Research paper

Capstone home.

Running notes on the research paper. Note that all of this is malleable and up for discussion!

Essentials

The paper should be 4000-5000 words. The paper should be about your project (and the process of making your project) and should “focus on at least one aspect of the interactive project: e.g. culture, theory, philosophy, or history, the project context, and/or production methods.”

Your goal with this paper is to describe your project with as much clarity, succinctness and rigor as possible. Your goal is not (necessarily) to create a compelling, convincing or beautiful piece of writing, though I find that having a clear description of your project is often the first step toward being able to write about your project in other styles and contexts and for different audiences.

You’re welcome to format your paper as you please, as long as the format is readable. Your citation style should be consistent throughout the paper.

Sections of the paper

Every Capstone paper will be different (and I’m open to radically different ideas about what a paper is and how it should work!), but these are the components that I suspect most papers will have in common:

  • Abstract. This consists of about one sentence for each of: what you did, why you did it, how you did it, what the outcome was, why that outcome is significant.
  • Introduction. This section “unpacks” the content of the abstract and sets out how the paper will work and what the reader can expect.
  • Related work. Give the highlights from your annotated bibliography. Situate your work in a field of practice and contrast your project and methodology with similar work in that field.
  • Methodology. This is the biggest chunk of the paper, and will likely have multiple subsections. Describe what you did! Talk about your criteria for success and your methods for meeting them.
  • Evaluation. In this section, show how you determined whether or not the project achieved the goal. Depending on your project, this might be a quantitative evaluation, case studies, interviews, reflections, analyses, etc.
  • Conclusion. Wrap up the paper, summarizing the project and the strengths and limitations of your methodology. Re-assert the context of your work and Outline directions for future research.

A few examples

Here are some papers to glance at as examples of what your paper might look like. In particular, these are papers about projects that the authors made. Not all of them have exactly the same structure as what I’ve outlined above, and they weren’t selected based on any rigorous criteria (they’re just the first ones I could find. Furthermore, not all of these are the same scope as the paper you’re writing! Some are bigger, some are smaller.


Work to be completed: Starting with the line that contains "Locate an element on the screen. The" and stopping after the line that contains "Image resolution: width=702", return each line below exactly as written, with no others.
───── Records
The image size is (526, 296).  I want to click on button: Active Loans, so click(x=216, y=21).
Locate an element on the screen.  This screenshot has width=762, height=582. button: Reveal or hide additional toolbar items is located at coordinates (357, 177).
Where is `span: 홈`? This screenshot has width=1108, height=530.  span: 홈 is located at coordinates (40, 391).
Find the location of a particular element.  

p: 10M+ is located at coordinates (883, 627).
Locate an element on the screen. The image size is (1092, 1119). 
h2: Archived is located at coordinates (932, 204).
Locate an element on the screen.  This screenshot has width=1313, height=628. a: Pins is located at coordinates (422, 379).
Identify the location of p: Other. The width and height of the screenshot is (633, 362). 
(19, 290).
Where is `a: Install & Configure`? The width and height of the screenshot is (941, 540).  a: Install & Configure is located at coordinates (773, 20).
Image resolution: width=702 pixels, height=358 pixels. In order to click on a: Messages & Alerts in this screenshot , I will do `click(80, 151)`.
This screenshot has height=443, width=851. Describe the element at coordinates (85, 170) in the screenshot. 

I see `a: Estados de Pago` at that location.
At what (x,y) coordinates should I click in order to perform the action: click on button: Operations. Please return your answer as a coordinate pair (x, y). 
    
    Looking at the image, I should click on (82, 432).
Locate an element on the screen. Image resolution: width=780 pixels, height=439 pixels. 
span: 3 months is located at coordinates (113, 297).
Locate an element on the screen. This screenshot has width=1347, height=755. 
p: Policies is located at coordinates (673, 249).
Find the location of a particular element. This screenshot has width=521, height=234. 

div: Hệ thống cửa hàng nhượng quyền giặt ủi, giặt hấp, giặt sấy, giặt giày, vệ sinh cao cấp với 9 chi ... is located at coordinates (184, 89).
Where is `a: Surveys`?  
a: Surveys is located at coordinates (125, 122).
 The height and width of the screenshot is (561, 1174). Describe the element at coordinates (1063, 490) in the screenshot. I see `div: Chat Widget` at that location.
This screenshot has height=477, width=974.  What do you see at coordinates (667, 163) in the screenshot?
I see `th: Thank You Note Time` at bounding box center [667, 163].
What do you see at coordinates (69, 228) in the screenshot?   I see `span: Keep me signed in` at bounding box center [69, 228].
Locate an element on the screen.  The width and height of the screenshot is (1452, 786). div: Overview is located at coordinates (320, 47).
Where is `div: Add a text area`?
──────────
Response to the exercise:
Locate an element on the screen. The image size is (1092, 1119). 
h2: Archived is located at coordinates (932, 204).
Locate an element on the screen.  This screenshot has width=1313, height=628. a: Pins is located at coordinates (422, 379).
Identify the location of p: Other. The width and height of the screenshot is (633, 362). 
(19, 290).
Where is `a: Install & Configure`? The width and height of the screenshot is (941, 540).  a: Install & Configure is located at coordinates (773, 20).
Image resolution: width=702 pixels, height=358 pixels. In order to click on a: Messages & Alerts in this screenshot , I will do `click(80, 151)`.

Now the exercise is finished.